Tag: foreign policy

Background Briefing: February 23, 2022

 

Ukraine Calls Up Reservists as Putin Moves Forces Into Donbas

We begin with Ukraine calling up reservists as Russia moves troops and tanks into the enclave occupied by their proxies in the Donbas following Putin’s orders and his declaration of Russian sovereignty over Ukraine’s two eastern provinces Luhansk and Donetsk. Joining us to discuss whether claiming the rest of Ukrainian territory beyond the line of control means that a shooting war will necessarily break out is Steven Pifer, a nonresident senior fellow at the Brookings Institution and a fellow at the Center for International Security and Cooperation at Stanford University. He served as deputy assistant secretary of state in the Bureau of European and Eurasian Affairs, U.S. ambassador to Ukraine, and special assistant to the president and senior director for Russia, Ukraine and Eurasia on the National Security Council. In addition to Kyiv, he has had postings in London, Moscow, Geneva and Warsaw and is the author of a number of books including The Eagle and the Trident: U.S.—Ukraine Relations in Turbulent Times and Averting Crisis in Ukraine.

 

Will Putin Cross the Line of Control and Provoke a Shooting War With Ukraine?

Then we examine whether Putin will slice off what he can in the east without a full scale war against Ukraine, attacking it from three sides, and speak with Daniel Treisman, a professor of political science at the University of California, Los Angeles and a fellow at the Center for Advanced Research in the Behavioral Sciences at Stanford University. A leading specialist on the politics and economics of post-communist Russia, he is the author of a number of books on Russia including The New Autocracy: Information, Politics, and Policy in Putin’s Russia and Spin Dictators: The Changing Face of Tyranny in the 21st Century. We will discuss his article at CNN, “Putin isn’t likely to stop here.”

 

Will Rudy Giuliani Give up Others Except Trump to the January 6 Committee?

Then finally we look into reports that Rudy Giuliani is negotiating with the January 6 committee to give testimony implicating others in the attempt to derail the certification of Biden’s victory short of revealing his conversations with Trump which he claims are covered by attorney-client privilege even though Giuliani has been disbarred. Joining us is Jack Blum, a Washington lawyer who is an expert on white-collar financial crime and international tax evasion. He spent fourteen years as a staff attorney with the Senate Antitrust Subcommittee and the Senate Foreign Relations Committee and has been a consultant to the United Nations Center on Transnational Corporations, the United Nations Office of Drug Control and Crime Prevention, and served as the chair of the experts group on international asset recovery.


ACTIVITY. Please report how many lines below contain "elements", writing nothing except the number.

MATERIAL SHOWN.
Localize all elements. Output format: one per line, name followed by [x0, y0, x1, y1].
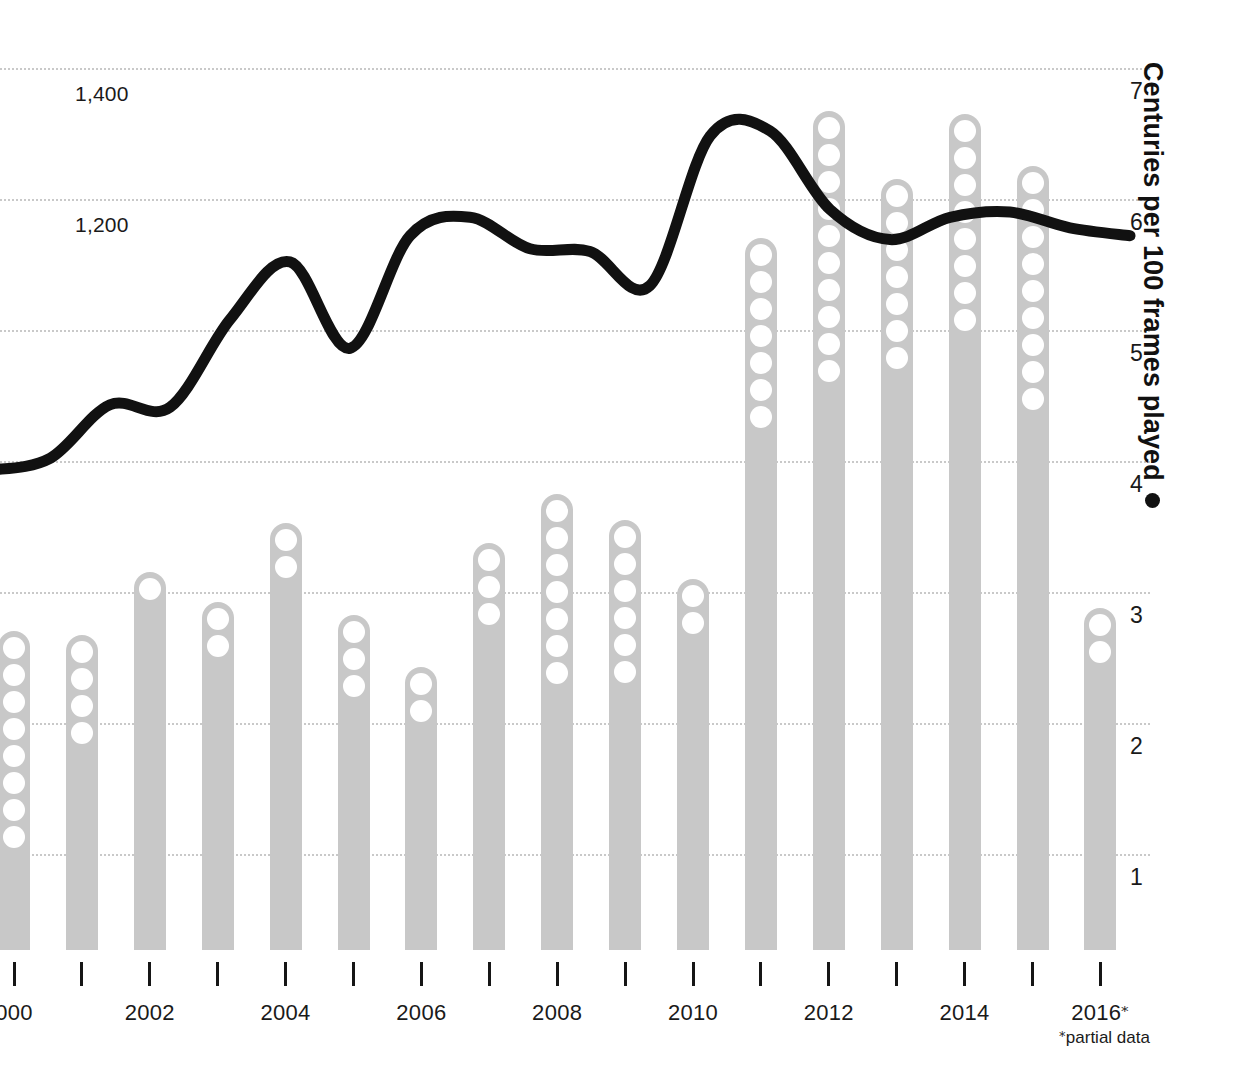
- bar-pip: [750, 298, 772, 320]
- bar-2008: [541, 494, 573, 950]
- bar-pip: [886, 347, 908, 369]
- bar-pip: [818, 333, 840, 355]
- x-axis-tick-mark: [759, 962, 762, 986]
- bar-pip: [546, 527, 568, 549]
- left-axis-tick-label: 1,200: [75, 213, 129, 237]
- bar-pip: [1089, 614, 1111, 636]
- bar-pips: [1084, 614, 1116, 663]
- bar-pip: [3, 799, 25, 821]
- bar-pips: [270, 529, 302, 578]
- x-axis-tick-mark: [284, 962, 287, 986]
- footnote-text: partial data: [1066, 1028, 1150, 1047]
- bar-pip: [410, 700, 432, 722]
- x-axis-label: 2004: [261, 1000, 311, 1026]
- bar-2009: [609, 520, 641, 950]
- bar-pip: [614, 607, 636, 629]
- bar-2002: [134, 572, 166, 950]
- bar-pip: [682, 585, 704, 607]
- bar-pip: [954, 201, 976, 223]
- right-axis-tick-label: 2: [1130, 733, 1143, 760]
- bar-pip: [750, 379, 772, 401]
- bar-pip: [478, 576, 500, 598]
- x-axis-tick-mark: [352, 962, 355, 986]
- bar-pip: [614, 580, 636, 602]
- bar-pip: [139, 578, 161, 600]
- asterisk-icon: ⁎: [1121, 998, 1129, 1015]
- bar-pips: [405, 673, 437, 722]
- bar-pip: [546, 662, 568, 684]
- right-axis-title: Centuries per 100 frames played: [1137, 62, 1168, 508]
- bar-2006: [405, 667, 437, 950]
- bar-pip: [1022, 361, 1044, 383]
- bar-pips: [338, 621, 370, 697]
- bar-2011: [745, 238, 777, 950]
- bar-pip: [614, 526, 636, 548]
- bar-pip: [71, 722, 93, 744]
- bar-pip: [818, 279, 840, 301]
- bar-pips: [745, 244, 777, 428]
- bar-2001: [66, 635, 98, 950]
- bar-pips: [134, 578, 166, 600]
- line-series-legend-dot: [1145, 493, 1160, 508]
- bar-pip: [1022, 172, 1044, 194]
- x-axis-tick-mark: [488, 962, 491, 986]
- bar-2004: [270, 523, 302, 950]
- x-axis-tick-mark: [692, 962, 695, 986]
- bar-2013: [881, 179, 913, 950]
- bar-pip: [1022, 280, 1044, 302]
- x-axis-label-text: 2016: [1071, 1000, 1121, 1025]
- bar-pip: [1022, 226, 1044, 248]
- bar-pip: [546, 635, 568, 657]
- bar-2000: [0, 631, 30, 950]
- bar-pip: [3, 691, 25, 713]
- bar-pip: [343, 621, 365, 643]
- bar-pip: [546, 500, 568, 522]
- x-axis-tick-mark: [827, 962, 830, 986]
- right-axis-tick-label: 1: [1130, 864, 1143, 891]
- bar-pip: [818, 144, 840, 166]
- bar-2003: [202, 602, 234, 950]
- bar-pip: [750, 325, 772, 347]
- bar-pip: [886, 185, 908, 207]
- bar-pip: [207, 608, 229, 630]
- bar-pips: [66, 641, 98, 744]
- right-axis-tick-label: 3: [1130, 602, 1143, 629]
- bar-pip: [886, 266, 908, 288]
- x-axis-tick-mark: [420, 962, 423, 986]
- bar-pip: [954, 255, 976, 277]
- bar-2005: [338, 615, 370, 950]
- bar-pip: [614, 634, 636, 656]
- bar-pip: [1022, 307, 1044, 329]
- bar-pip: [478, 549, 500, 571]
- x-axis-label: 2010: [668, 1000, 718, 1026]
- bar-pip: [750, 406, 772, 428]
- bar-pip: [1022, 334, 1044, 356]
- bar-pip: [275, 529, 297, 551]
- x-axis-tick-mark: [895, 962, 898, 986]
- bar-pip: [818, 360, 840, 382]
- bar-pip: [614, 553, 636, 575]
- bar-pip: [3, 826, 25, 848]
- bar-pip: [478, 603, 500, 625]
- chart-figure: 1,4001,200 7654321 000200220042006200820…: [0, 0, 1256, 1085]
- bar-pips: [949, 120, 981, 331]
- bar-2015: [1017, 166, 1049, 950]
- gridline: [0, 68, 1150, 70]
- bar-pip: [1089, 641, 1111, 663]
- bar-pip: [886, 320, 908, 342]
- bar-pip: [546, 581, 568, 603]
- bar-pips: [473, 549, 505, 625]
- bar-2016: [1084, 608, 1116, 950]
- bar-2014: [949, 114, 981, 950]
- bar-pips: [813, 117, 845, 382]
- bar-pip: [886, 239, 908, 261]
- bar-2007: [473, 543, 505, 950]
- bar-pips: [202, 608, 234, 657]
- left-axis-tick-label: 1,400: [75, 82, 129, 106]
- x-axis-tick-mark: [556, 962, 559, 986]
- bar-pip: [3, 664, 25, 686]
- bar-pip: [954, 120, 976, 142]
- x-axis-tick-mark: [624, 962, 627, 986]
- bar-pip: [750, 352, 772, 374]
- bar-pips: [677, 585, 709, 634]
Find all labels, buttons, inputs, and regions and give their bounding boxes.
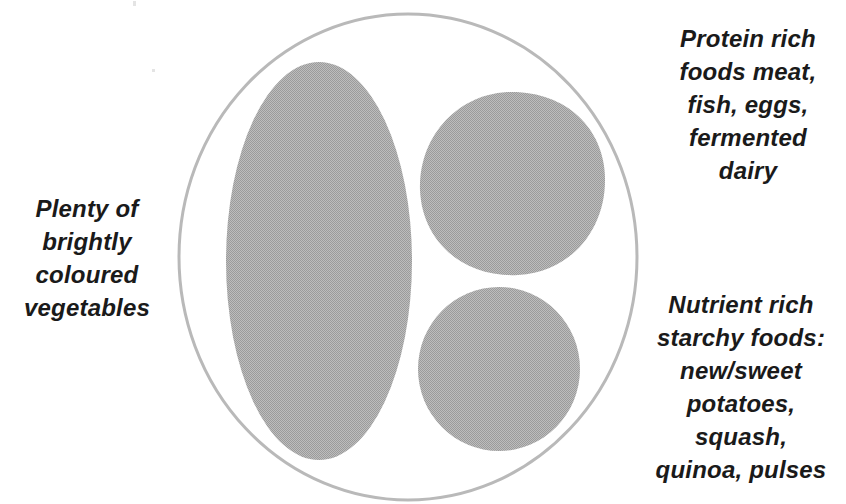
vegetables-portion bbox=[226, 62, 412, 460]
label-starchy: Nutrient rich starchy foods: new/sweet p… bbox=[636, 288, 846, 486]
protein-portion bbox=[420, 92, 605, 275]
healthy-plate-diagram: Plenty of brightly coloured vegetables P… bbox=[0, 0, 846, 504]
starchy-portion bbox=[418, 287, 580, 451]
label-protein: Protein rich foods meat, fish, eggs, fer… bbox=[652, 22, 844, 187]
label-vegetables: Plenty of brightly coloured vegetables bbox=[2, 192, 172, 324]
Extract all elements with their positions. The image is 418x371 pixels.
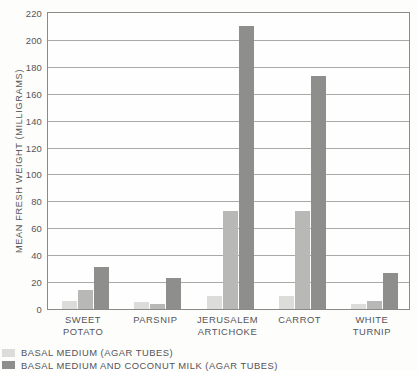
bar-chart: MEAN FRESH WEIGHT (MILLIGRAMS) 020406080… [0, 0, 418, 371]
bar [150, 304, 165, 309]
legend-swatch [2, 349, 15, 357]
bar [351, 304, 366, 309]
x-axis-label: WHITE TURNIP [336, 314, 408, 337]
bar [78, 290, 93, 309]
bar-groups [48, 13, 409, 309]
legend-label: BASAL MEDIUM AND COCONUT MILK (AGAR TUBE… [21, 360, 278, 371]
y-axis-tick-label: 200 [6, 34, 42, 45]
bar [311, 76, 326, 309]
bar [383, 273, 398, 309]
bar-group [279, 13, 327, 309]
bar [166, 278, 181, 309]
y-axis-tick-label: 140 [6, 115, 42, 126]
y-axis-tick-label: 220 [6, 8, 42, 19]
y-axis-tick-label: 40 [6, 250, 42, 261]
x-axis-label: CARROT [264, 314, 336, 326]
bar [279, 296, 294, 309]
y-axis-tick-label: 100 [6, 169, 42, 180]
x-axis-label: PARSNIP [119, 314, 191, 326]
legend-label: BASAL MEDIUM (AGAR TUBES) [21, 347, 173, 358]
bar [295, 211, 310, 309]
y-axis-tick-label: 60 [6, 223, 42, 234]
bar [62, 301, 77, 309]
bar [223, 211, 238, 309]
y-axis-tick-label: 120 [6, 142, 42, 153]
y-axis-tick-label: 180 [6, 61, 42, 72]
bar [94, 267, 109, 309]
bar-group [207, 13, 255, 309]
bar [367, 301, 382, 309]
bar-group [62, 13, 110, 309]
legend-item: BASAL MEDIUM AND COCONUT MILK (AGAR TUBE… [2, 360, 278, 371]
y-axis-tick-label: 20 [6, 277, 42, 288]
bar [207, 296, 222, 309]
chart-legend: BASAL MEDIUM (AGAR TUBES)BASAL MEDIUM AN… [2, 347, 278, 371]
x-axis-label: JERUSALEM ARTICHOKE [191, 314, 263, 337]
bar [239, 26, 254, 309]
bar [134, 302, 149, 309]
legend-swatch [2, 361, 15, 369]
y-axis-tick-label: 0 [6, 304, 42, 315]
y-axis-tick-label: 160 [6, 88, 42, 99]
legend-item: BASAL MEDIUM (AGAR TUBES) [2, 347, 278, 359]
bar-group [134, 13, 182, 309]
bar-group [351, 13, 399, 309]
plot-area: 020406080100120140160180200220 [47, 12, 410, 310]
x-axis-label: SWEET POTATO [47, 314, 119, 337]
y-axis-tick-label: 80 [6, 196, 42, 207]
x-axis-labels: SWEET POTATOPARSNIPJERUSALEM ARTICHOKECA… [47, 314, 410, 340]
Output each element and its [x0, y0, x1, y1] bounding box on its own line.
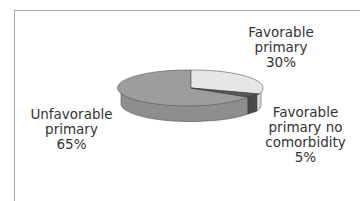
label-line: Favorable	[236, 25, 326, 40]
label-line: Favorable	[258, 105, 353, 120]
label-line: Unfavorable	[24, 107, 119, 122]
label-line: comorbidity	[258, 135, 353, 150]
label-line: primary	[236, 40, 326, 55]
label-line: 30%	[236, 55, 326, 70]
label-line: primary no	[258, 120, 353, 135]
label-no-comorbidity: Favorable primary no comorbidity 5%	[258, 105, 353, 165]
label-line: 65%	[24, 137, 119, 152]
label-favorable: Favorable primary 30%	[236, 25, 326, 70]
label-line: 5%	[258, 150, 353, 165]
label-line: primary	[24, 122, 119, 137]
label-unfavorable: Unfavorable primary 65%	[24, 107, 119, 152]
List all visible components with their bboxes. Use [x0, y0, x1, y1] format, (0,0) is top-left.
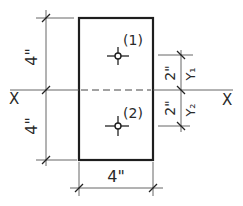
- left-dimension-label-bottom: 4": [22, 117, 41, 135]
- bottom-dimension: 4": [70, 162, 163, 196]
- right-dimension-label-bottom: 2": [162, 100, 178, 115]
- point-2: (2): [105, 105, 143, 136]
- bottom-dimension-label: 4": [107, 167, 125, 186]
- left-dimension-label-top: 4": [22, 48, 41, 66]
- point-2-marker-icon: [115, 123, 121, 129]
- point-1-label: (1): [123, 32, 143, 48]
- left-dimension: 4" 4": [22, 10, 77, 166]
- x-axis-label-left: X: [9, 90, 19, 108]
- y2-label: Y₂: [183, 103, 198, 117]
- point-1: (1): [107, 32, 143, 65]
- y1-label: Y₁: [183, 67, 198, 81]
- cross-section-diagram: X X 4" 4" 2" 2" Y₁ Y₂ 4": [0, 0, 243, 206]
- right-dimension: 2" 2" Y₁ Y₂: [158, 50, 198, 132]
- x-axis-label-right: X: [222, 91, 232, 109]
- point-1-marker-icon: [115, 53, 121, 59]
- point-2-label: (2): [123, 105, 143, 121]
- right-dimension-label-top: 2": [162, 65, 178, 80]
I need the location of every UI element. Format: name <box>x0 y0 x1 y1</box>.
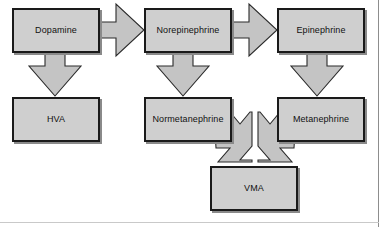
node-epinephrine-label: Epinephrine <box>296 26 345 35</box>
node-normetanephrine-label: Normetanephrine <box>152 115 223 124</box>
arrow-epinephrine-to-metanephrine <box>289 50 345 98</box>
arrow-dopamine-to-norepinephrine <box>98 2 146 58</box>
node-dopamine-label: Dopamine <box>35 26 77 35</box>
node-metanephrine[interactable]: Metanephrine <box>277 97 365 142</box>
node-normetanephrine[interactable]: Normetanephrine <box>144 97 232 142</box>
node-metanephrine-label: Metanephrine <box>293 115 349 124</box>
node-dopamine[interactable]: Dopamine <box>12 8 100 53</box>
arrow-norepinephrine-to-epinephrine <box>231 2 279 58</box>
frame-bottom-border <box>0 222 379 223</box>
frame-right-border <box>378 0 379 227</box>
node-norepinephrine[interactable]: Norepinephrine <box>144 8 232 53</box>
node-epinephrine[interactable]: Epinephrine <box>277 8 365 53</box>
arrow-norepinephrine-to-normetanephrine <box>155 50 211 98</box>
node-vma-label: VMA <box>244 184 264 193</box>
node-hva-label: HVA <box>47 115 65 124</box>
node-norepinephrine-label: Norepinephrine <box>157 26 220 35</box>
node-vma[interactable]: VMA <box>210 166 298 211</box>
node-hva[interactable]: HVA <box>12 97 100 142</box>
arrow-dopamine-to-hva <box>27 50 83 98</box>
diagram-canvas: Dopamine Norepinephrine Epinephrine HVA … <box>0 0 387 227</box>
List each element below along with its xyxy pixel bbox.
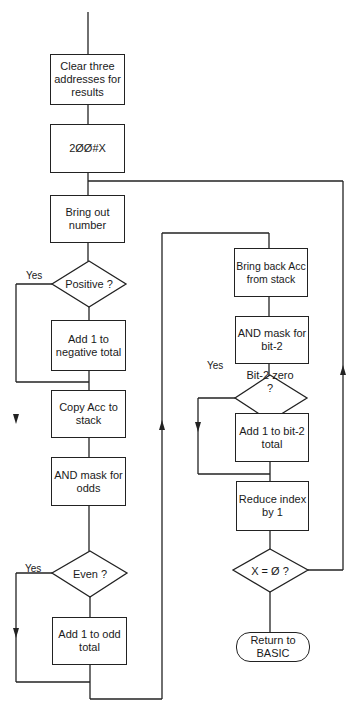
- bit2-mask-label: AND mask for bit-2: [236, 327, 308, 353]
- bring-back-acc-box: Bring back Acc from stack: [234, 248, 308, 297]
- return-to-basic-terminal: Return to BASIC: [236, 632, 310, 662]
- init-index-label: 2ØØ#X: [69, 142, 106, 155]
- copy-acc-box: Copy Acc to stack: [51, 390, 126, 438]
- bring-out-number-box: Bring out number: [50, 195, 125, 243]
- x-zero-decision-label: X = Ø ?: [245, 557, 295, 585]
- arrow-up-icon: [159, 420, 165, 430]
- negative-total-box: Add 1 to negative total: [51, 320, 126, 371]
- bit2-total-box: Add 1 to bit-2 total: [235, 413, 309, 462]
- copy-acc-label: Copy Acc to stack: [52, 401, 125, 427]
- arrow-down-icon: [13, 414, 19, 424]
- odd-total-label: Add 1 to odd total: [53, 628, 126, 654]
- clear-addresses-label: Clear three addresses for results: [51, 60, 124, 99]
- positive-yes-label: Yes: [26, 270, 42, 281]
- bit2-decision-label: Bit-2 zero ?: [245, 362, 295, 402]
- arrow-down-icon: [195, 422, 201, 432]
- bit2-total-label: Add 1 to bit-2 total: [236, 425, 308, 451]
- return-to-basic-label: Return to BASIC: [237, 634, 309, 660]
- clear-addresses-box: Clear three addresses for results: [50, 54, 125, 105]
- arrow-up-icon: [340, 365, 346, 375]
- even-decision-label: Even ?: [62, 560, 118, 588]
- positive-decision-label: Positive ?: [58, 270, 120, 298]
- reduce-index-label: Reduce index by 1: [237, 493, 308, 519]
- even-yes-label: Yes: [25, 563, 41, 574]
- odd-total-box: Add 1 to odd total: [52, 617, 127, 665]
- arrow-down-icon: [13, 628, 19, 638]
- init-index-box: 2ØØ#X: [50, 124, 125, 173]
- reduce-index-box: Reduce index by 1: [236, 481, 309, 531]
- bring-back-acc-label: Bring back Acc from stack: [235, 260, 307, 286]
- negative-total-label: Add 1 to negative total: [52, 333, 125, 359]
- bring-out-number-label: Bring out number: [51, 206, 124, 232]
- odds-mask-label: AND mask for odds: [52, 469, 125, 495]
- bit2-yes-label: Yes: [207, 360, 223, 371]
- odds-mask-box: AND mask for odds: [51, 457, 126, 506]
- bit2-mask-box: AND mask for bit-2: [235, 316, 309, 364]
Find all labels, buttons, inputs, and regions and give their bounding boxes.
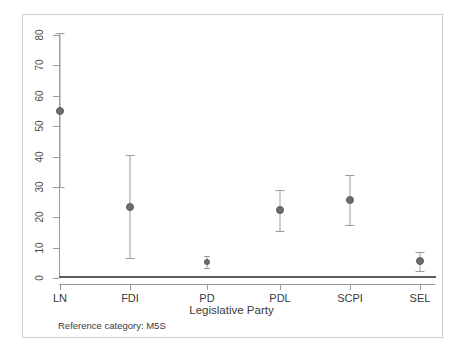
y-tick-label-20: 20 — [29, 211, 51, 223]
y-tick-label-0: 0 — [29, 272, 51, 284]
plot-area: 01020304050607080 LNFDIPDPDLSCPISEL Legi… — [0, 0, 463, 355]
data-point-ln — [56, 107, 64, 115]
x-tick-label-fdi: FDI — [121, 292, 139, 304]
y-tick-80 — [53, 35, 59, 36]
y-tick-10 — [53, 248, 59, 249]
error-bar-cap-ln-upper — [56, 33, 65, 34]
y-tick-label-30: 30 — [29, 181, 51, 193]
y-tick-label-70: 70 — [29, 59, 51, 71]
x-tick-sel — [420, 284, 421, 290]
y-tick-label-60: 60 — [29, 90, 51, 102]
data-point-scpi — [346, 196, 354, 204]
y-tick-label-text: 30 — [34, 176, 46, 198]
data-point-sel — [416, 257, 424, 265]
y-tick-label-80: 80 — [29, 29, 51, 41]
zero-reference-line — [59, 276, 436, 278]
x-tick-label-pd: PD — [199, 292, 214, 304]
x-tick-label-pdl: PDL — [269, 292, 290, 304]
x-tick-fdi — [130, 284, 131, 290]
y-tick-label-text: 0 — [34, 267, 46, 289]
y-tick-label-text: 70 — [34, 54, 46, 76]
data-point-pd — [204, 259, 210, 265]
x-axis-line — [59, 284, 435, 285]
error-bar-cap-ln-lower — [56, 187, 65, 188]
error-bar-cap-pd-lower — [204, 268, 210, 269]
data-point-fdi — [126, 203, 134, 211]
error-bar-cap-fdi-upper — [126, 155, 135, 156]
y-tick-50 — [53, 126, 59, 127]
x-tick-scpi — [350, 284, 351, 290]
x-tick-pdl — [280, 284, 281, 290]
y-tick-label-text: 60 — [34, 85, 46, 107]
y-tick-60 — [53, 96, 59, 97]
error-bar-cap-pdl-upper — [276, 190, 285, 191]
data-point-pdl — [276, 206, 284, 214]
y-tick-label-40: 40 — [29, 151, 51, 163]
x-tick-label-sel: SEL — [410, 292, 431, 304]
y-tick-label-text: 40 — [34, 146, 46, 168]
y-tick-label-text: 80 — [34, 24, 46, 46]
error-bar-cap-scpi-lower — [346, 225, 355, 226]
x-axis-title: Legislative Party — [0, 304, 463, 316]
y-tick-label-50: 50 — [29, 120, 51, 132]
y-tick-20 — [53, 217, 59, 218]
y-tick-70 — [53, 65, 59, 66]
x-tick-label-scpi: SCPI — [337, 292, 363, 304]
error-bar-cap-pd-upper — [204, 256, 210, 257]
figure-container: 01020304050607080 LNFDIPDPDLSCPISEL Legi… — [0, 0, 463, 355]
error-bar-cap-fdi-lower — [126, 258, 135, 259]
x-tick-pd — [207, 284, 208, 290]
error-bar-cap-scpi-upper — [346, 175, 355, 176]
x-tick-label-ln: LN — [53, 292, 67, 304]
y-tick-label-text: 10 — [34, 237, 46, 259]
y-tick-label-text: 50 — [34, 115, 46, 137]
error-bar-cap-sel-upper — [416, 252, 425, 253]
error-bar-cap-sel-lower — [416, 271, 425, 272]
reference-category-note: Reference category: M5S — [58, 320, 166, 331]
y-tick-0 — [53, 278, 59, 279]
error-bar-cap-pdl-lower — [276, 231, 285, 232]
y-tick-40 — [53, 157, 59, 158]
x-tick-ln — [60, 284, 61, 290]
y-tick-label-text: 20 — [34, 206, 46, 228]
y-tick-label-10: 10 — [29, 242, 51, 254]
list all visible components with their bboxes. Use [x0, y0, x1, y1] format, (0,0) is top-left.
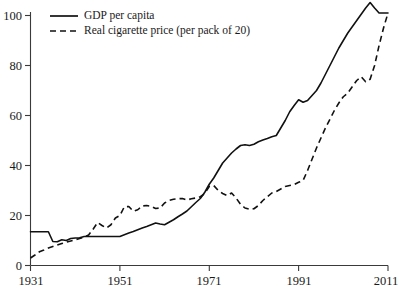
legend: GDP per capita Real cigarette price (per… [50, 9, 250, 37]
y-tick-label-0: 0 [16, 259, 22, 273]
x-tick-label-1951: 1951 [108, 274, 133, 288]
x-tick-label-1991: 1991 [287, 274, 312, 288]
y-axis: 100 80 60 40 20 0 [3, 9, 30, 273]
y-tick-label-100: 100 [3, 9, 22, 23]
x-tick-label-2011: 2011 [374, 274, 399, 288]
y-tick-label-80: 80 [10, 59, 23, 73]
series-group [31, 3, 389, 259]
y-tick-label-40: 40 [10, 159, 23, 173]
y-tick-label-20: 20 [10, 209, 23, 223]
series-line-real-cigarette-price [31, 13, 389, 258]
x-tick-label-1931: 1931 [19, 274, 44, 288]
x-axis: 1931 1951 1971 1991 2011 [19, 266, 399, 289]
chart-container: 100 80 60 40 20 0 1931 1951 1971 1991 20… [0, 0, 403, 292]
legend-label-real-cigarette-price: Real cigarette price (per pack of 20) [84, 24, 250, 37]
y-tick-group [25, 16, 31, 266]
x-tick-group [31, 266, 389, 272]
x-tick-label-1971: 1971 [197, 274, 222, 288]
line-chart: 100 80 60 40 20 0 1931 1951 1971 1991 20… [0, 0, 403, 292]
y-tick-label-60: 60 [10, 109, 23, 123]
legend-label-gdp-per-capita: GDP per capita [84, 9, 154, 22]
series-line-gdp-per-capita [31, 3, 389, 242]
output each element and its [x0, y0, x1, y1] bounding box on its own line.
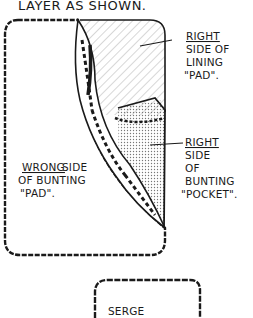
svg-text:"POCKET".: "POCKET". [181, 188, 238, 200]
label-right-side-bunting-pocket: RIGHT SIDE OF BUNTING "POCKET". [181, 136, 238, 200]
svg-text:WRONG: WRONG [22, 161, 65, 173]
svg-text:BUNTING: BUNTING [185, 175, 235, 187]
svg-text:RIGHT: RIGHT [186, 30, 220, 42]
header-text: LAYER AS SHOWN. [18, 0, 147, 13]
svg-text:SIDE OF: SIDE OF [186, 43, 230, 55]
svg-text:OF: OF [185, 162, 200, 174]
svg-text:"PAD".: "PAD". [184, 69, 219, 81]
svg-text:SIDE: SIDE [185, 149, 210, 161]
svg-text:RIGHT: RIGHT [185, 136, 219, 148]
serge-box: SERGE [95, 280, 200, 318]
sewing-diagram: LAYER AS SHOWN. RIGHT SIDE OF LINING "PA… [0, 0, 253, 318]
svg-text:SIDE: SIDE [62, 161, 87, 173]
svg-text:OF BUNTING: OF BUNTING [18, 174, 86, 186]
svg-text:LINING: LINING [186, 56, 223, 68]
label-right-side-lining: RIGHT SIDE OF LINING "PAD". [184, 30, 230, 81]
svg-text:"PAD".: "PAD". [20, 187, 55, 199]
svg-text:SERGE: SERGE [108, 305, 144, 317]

SOLUTION BELOW. 2